Jessica Lu received her undergraduate degree in physics from the MIT in 2000. She worked as a software engineer in silicon valley for 3 years before returning to academia to pursue her PhD in astronomy and astrophysics at UCLA, which was granted in 2008. After completing her PhD, she was awarded a Millikan Postdoctoral Fellowship in Observational Astronomy at Caltech. She was also an NSF Astronomy and Astrophysics postdoctoral fellow at the Institute for Astronomy (IfA) in the University of Hawaii, Manoa before joining the IfA faculty in 2013. In the summer of 2016, Jessica joined the faculty of the UC Berkeley astronomy department.
Education
Ph.D. 2008 - UCLA
S.B. 2000 - MIT
The Moving Universe Lab, led by Prof. Lu, is conducting a search for free-floating stellar-mass black holes in the Milky Way using gravitational microlensing. Her group also studies how star formation changes in extreme environments such as in massive young clusters and the Galactic Center. These areas of research require precise astrometry (positions) and photometry (brightness) extracted from high resolution infrared images from both space telescopes and ground-based telescopes equipped with adaptive optics (AO). Prof. Lu works on several instrumentation teams that aim to improve AO on the ground and infrared astrometry from space, including the Thirty Meter Telescope IRIS instrument, the ‘imaka project to test very wide-field AO, the W.M. Keck AO system, and the Roman Space Telescope.
Current Group Members
- Howard Isaacson (Researcher)
- Macy Huston (Postdoc)
- Charles-Antoine Claveau (Postdoc)
- Hannah Gulick (Grad)
- Natasha Abrams (Grad)
- Brooke DiGia (Grad)
- Anna Pusack (Grad)
For a complete list, including undergrads and former members, see our Moving Universe Lab website.

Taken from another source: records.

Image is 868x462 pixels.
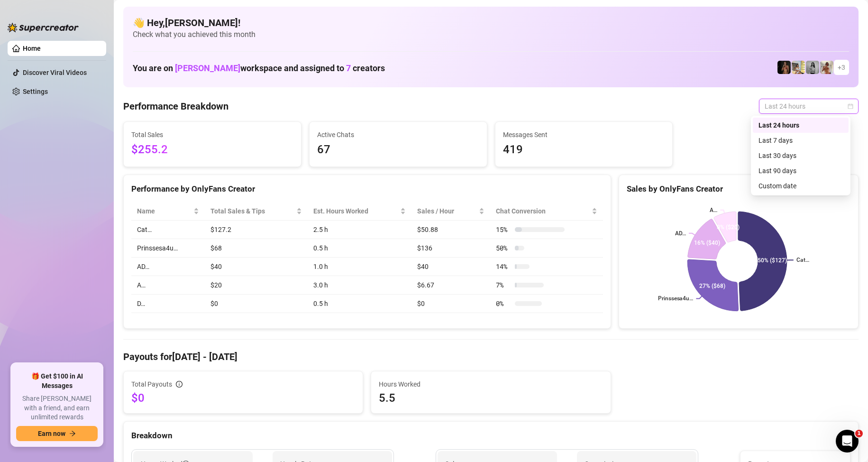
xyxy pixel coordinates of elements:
[496,280,511,290] span: 7 %
[205,258,308,276] td: $40
[317,141,479,159] span: 67
[131,129,293,140] span: Total Sales
[792,61,804,74] img: Prinssesa4u
[308,239,412,258] td: 0.5 h
[806,61,819,74] img: A
[758,181,843,191] div: Custom date
[205,294,308,313] td: $0
[753,118,849,133] div: Last 24 hours
[412,258,490,276] td: $40
[346,63,350,73] span: 7
[837,62,845,72] span: + 3
[496,206,589,216] span: Chat Conversion
[317,129,479,140] span: Active Chats
[675,230,686,237] text: AD…
[753,148,849,163] div: Last 30 days
[131,390,355,406] span: $0
[758,150,843,161] div: Last 30 days
[847,104,853,109] span: calendar
[23,69,86,77] a: Discover Viral Videos
[308,276,412,294] td: 3.0 h
[379,390,602,406] span: 5.5
[626,182,850,195] div: Sales by OnlyFans Creator
[131,379,172,390] span: Total Payouts
[820,61,833,74] img: Green
[753,133,849,148] div: Last 7 days
[308,294,412,313] td: 0.5 h
[758,135,843,145] div: Last 7 days
[133,16,849,29] h4: 👋 Hey, [PERSON_NAME] !
[69,430,76,437] span: arrow-right
[412,294,490,313] td: $0
[211,206,295,216] span: Total Sales & Tips
[8,23,79,32] img: logo-BBDzfeDw.svg
[176,381,182,387] span: info-circle
[131,258,205,276] td: AD…
[131,276,205,294] td: A…
[753,178,849,194] div: Custom date
[412,239,490,258] td: $136
[758,165,843,176] div: Last 90 days
[496,224,511,235] span: 15 %
[205,239,308,258] td: $68
[836,430,858,453] iframe: Intercom live chat
[131,294,205,313] td: D…
[412,221,490,239] td: $50.88
[137,206,192,216] span: Name
[709,207,717,214] text: A…
[131,239,205,258] td: Prinssesa4u…
[417,206,477,216] span: Sales / Hour
[412,276,490,294] td: $6.67
[123,99,228,113] h4: Performance Breakdown
[38,430,65,437] span: Earn now
[131,202,205,221] th: Name
[131,141,293,159] span: $255.2
[16,372,98,390] span: 🎁 Get $100 in AI Messages
[503,141,665,159] span: 419
[412,202,490,221] th: Sales / Hour
[503,129,665,140] span: Messages Sent
[133,29,849,40] span: Check what you achieved this month
[855,430,863,437] span: 1
[777,61,790,74] img: D
[205,202,308,221] th: Total Sales & Tips
[23,45,41,52] a: Home
[496,298,511,309] span: 0 %
[379,379,602,390] span: Hours Worked
[496,261,511,272] span: 14 %
[758,120,843,131] div: Last 24 hours
[796,257,809,264] text: Cat…
[16,394,98,422] span: Share [PERSON_NAME] with a friend, and earn unlimited rewards
[490,202,602,221] th: Chat Conversion
[308,258,412,276] td: 1.0 h
[131,182,603,195] div: Performance by OnlyFans Creator
[131,429,850,442] div: Breakdown
[16,426,98,441] button: Earn nowarrow-right
[175,63,241,73] span: [PERSON_NAME]
[123,350,858,363] h4: Payouts for [DATE] - [DATE]
[657,295,693,302] text: Prinssesa4u…
[205,221,308,239] td: $127.2
[23,88,48,95] a: Settings
[496,243,511,253] span: 50 %
[764,99,853,114] span: Last 24 hours
[205,276,308,294] td: $20
[133,63,385,74] h1: You are on workspace and assigned to creators
[313,206,398,216] div: Est. Hours Worked
[308,221,412,239] td: 2.5 h
[131,221,205,239] td: Cat…
[753,163,849,178] div: Last 90 days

Specialty Areas: Adaptive optics, Astrometry, Black holes, Galactic Centers, Optical/infrared instrumentation, Resolved Stellar Populations, Star and Cluster Formation, The Stellar Initial Mass Function.
Projects
- Hunting for Black Holes
Lead: Jessica Lu
We are searching for black holes in the Milky Way using gravitational lensing.
- ‘imaka
Lead: Jessica Lu
Ultra-wide field adaptive optics demonstrator that corrects image blurring from the Earth's atmosphere due to turbulence near the ground.